I have never read or seen someone do this before, so I wanted to pose the question here. Suppose I fit a basic linear model, $\text{price of house} = \beta_0 + \beta_1*\text{taxes} + \beta_2*\text{bedrooms} + \beta_3*\text{number of garage doors}$.
I fit this using OLS and I get a model that has combined $R^2$ of say .68... and I look at the residuals from the actuals vs predicted plot, and I see that the model does pretty well for houses that have less than 3 bedrooms, and maybe more than 2 garage doors....
I then build a robust linear regression model, or maybe a neural net, and I get a model that now performs worse as a whole, with a combined $R^2$ of say .53 BUT when I look at the residuals from the actuals vs predicted plot, I see that this model, model #2 was actually better a predicting the sales price for houses that model #1 did a poor job of predicting, say the outliers.... this scenario goes on and on, and lets say I have identified 5 different models, that for different parts of the population, do a better job of predicting those parts of the populations and these parts are not mutually exclusive.
Is there are known approaches or good documentation on say using diagnostics to identify where your model may be poorly performing (on what types of data), and then some standardized approach to say joining predictions from multiple models to get the highest $R^2$? I am not suggesting averaging model predictions, or what is generally seen in ensembles, at least in how I have seen them defined. I am saying a tactic to apply different types of models to different parts of a dataset, (through semi-automatic identifcation of which model is best applied where), and then joining up all of the best predictions.
I do not think segmenting the population first, and then building seperate models for each segment of the population is the best answer here, but is certainly one way to pseudo tackle it.
Hopefully this concept makes sense, as I think it would be very powerful. Thanks to everyone in advance for providing your thoughts and or supporting documentation / literature.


Required action: Each line of the listing, apart from the pictures, is to be printed exactly.

--- Listed records ---

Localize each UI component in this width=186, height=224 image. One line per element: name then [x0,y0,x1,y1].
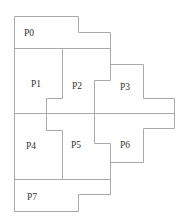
label-p5: P5 [71,140,81,150]
divider-p2-p3-p5-p6 [95,49,111,195]
label-p1: P1 [31,79,41,89]
partition-diagram: P0 P1 P2 P3 P4 P5 P6 P7 [0,0,186,224]
label-p2: P2 [72,81,82,91]
label-p6: P6 [120,140,130,150]
label-p0: P0 [24,28,34,38]
label-p4: P4 [26,141,36,151]
label-p7: P7 [27,192,37,202]
label-p3: P3 [120,82,130,92]
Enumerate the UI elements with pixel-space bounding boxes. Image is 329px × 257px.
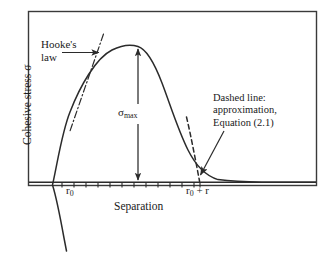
r0-plus-r-tail: + r xyxy=(194,184,209,196)
r0-subscript: 0 xyxy=(70,189,74,198)
hookes-law-line2: law xyxy=(41,51,57,63)
sigma-max-subscript: max xyxy=(124,111,138,120)
cohesive-stress-figure: Hooke'slaw Dashed line:approximation,Equ… xyxy=(0,0,329,257)
x-axis-title: Separation xyxy=(114,200,163,214)
dashed-note-line3: Equation (2.1) xyxy=(213,117,274,128)
sigma-max-label: σmax xyxy=(118,106,138,120)
r0-plus-r-axis-label: r0 + r xyxy=(186,184,209,198)
cohesive-stress-curve-tail xyxy=(53,185,67,251)
r0-axis-label: r0 xyxy=(66,184,74,198)
hookes-law-label: Hooke'slaw xyxy=(41,38,77,64)
y-axis-title: Cohesive stress σ xyxy=(21,25,35,185)
hookes-law-line1: Hooke's xyxy=(41,38,77,50)
dashed-approximation-label: Dashed line:approximation,Equation (2.1) xyxy=(213,92,277,129)
dashed-note-line2: approximation, xyxy=(213,104,277,115)
dashed-note-line1: Dashed line: xyxy=(213,92,266,103)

---

Task answer:
Localize each UI component in this width=186, height=224 image. One line per element: name then [x0,y0,x1,y1].
label-p5: P5 [71,140,81,150]
divider-p2-p3-p5-p6 [95,49,111,195]
label-p1: P1 [31,79,41,89]
partition-diagram: P0 P1 P2 P3 P4 P5 P6 P7 [0,0,186,224]
label-p2: P2 [72,81,82,91]
label-p6: P6 [120,140,130,150]
label-p0: P0 [24,28,34,38]
label-p4: P4 [26,141,36,151]
label-p7: P7 [27,192,37,202]
label-p3: P3 [120,82,130,92]
Enumerate the UI elements with pixel-space bounding boxes. Image is 329px × 257px.
r0-plus-r-tail: + r xyxy=(194,184,209,196)
r0-subscript: 0 xyxy=(70,189,74,198)
hookes-law-line2: law xyxy=(41,51,57,63)
sigma-max-subscript: max xyxy=(124,111,138,120)
cohesive-stress-figure: Hooke'slaw Dashed line:approximation,Equ… xyxy=(0,0,329,257)
x-axis-title: Separation xyxy=(114,200,163,214)
dashed-note-line3: Equation (2.1) xyxy=(213,117,274,128)
sigma-max-label: σmax xyxy=(118,106,138,120)
r0-plus-r-axis-label: r0 + r xyxy=(186,184,209,198)
cohesive-stress-curve-tail xyxy=(53,185,67,251)
r0-axis-label: r0 xyxy=(66,184,74,198)
hookes-law-label: Hooke'slaw xyxy=(41,38,77,64)
y-axis-title: Cohesive stress σ xyxy=(21,25,35,185)
hookes-law-line1: Hooke's xyxy=(41,38,77,50)
dashed-approximation-label: Dashed line:approximation,Equation (2.1) xyxy=(213,92,277,129)
dashed-note-line2: approximation, xyxy=(213,104,277,115)
dashed-note-line1: Dashed line: xyxy=(213,92,266,103)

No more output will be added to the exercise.